No contact with him for six months, it’s part of the treatment. Miles let the lie hang in the air between him and Nathan, wondering if another lie would follow.

‘Okay,’ Miles said. ‘How are your folks?’

‘Great. My mom, she understands me. Always has. She’s always been real supportive of me.’

‘You’re lucky to have her.’

‘Okay,’ Nathan said. He stepped away from the phone. ‘I’m sorry I upset you. I can’t sleep no more. Let’s wake up Celeste, get going.’

‘You said we should stay, let Celeste have indoor time.’

‘I was wrong. You were right.’

‘Wow. Me. Right.’ He wanted to say, Stop lying. Tell me who you really were calling. Tell me why you were in such a hurry to hang up you didn’t even say good-bye.

‘The diner down the service road’s open in another hour or so,’ Nathan said. ‘If it doesn’t have mirrors all along the walls – some of ’em do, you know – we could eat there.’

‘Sure. Sure.’ Maybe he had been calling his parents. ‘But we’d better get up and get on the road.’ Or he’s called the police, and in five seconds I’ll hear the sirens.

But there was only the quiet of the night, and they went back to the room, Nathan averting his eyes from the mirror that hung over the sink counter, stretching on the bed. He wouldn’t call the police, not from the lobby, not when I might catch him, Miles decided. He’d just run, get clear away.

He let Celeste sleep another hour. The motel stayed quiet, still, until the sounds of showers rushing through pipes, coughs in the hallway, the distant thrum of a truck pulling out of the lot, announced the new day.

They walked to the diner in the morning chill.

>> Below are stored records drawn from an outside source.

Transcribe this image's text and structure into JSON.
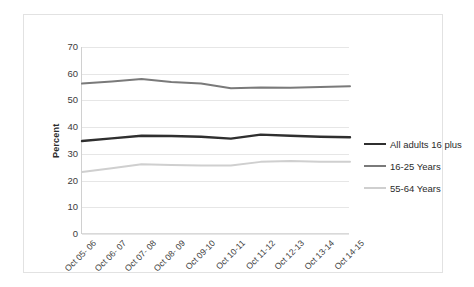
{
  "chart_data": {
    "type": "line",
    "title": "",
    "xlabel": "",
    "ylabel": "Percent",
    "ylim": [
      0,
      70
    ],
    "yticks": [
      0,
      10,
      20,
      30,
      40,
      50,
      60,
      70
    ],
    "grid": true,
    "legend_position": "right",
    "categories": [
      "Oct 05- 06",
      "Oct 06- 07",
      "Oct 07- 08",
      "Oct 08- 09",
      "Oct 09-10",
      "Oct 10-11",
      "Oct 11-12",
      "Oct 12-13",
      "Oct 13-14",
      "Oct 14-15"
    ],
    "series": [
      {
        "name": "All adults 16 plus",
        "color": "#2f2f2f",
        "width": 2.4,
        "values": [
          34.8,
          35.8,
          36.8,
          36.7,
          36.4,
          35.7,
          37.2,
          36.8,
          36.4,
          36.2
        ]
      },
      {
        "name": "16-25 Years",
        "color": "#7a7a7a",
        "width": 2.0,
        "values": [
          56.3,
          57.1,
          58.0,
          56.9,
          56.3,
          54.6,
          54.8,
          54.7,
          55.0,
          55.3
        ]
      },
      {
        "name": "55-64 Years",
        "color": "#cfcfcf",
        "width": 2.0,
        "values": [
          23.2,
          24.6,
          26.1,
          25.8,
          25.6,
          25.6,
          27.0,
          27.3,
          27.0,
          27.0
        ]
      }
    ]
  },
  "legend": {
    "items": [
      {
        "label": "All adults 16 plus",
        "color": "#2f2f2f"
      },
      {
        "label": "16-25 Years",
        "color": "#7a7a7a"
      },
      {
        "label": "55-64 Years",
        "color": "#cfcfcf"
      }
    ]
  }
}
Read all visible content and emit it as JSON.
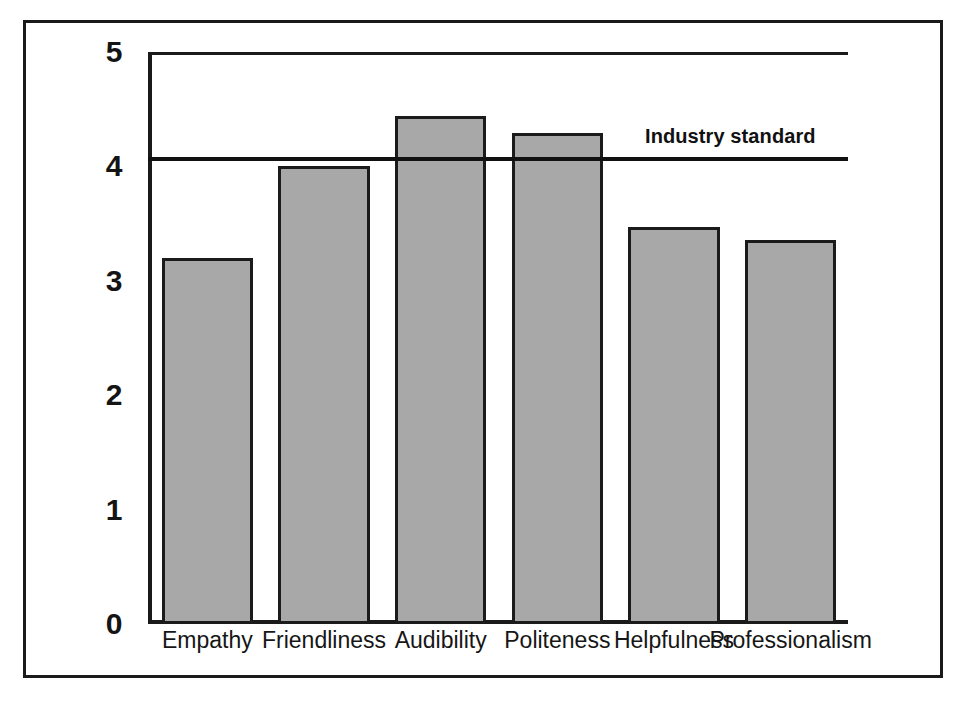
{
  "chart_data": {
    "type": "bar",
    "title": "",
    "xlabel": "",
    "ylabel": "",
    "ylim": [
      0,
      5
    ],
    "grid": false,
    "legend": "none",
    "categories": [
      "Empathy",
      "Friendliness",
      "Audibility",
      "Politeness",
      "Helpfulness",
      "Professionalism"
    ],
    "values": [
      3.2,
      4.0,
      4.44,
      4.29,
      3.47,
      3.36
    ],
    "series": [
      {
        "name": "Rating",
        "values": [
          3.2,
          4.0,
          4.44,
          4.29,
          3.47,
          3.36
        ]
      }
    ],
    "y_ticks": [
      "0",
      "1",
      "2",
      "3",
      "4",
      "5"
    ],
    "y_tick_values": [
      0,
      1,
      2,
      3,
      4,
      5
    ],
    "annotations": [
      {
        "name": "industry-standard",
        "label": "Industry standard",
        "type": "hline",
        "value": 4.08
      }
    ],
    "colors": {
      "bar_fill": "#a8a8a8",
      "bar_stroke": "#1b1b1b",
      "axis": "#1a1a1a",
      "reference_line": "#111111",
      "text": "#141414",
      "background": "#ffffff"
    }
  }
}
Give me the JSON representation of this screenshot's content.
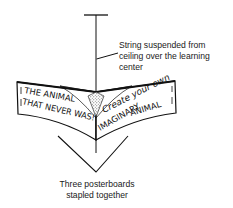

Celeste huddled close to him, and as they reached the glass doors he saw her face on the cover of the morning’s USA Today, an old publicity photo from when she’d won the five million, grinning out at the world from a vending machine.

‘Uh-oh,’ Miles said.

‘What?’ Then Celeste saw herself, put her face into Miles’s shoulder.

A couple coming out of the diner, chatting, smiled a good morning at them. Then the woman followed their gazes, riveted on the newspaper dispenser.

Miles steered Nathan and Celeste back toward the hotel. He peeled out of the lot, thinking, Those people didn’t see her face and the picture, they couldn’t have, but as they shot by the diner the couple were still standing there, studying the front page of the paper they’d pulled from the machine.